The guerrilla hit the horse between the ears with his fist, then stood in the stirrups and adjusted his scrotum, making a face while he did it. The inside of his thighs were dark with sweat, as though he had fouled himself. "That's the body of my junior officer you're looting," he said.
Willie got to his feet.
"You're a damn liar," he said.
"I'll remember your face," the guerrilla said.
He galloped away, twisting his head to look over his shoulder one more time.
WILLIE wandered the rest of the day. The sky was plumed with smoke from burning houses and barns, and by noon a haze of dust and lint from the cane fields turned the sun into a pink sliver. He saw a Confederate rear guard form up in a woods and fire a volley across a field at a distant group of men, then break and run through a gully and board a rope-drawn ferryboat and pull themselves across the Vermilion River, all before he could reach them.

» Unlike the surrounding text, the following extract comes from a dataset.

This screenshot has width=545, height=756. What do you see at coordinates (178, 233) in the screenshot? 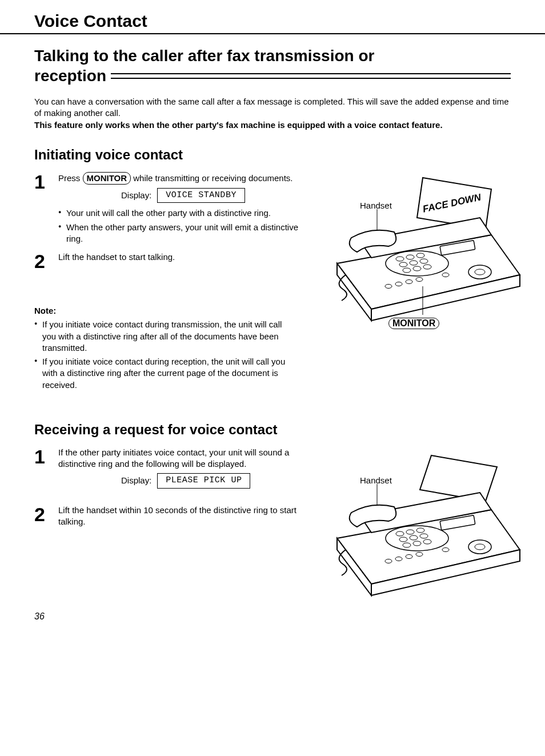
I see `bullet-item: When the other party answers, your unit …` at bounding box center [178, 233].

He saw wild dogs attack and tear apart a rabbit in an empty pasture. He passed Confederate deserters who had hidden in coulees or who walked on back roads with their faces averted. He saw four wagons loaded with Negroes and their possessions stopped at a crossroads, wondering in which direction they should go, while their children cried and one man tried to jerk an exhausted horse up on its legs. At evening he saw the same people, this time on the riverbank, without the means to cross to the other side, frightened at the boom of distant artillery. He rooted for food in the charred ruins of a cabin and licked the fried remains of pickled tomatoes off scorched pieces of a preserve jar.
He climbed into a mulberry tree and watched a column of Union infantry, supply wagons, and wheeled field pieces that took a half hour to pass. When night came the sky was black with storm clouds, the countryside dark except for the flicker of cannon fire in the north. He lost the Vermilion River, which he had been following, and entered a high-canopied woods that swayed in the wind, that had no undergrowth and was thickly layered with old leaves and was good for either walking or finding a soft, cool place that smelled of moss and wildflowers where he could lie down and once more sleep the sleep of the dead.
He paused under a water oak, unbuttoned his fly, and urinated into the leaves. Out of the corner of his eye he saw movement back in the trees and heard the sound of field gear clanking on men's bodies. He mounted the trunk of a tree that had fallen across a coulee and ran along the crest of it to the other side, right into a Union sergeant who aimed the.50 caliber muzzle of a Sharp's carbine at his face.
Willie raised his hands and grinned as though a stick were turned sideways in his mouth.
"I'm unarmed and offer no threat to you," he said.
The sergeant's kepi was low on his brow, one eye squinted behind his rear sight. He lowered his carbine and looked hard into Willie's face. The sergeant had dark red hair and wore a mustache and goatee and a silver ring with a tiny gold cross affixed to it on his marriage finger. Willie could hear him breathing heatedly in the dark.
"No threat, are you? How about a fucking nuisance?" he said.
"The pacifist turned soldier?" Willie said.
"And you, a bloody hemorrhoid," the sergeant replied.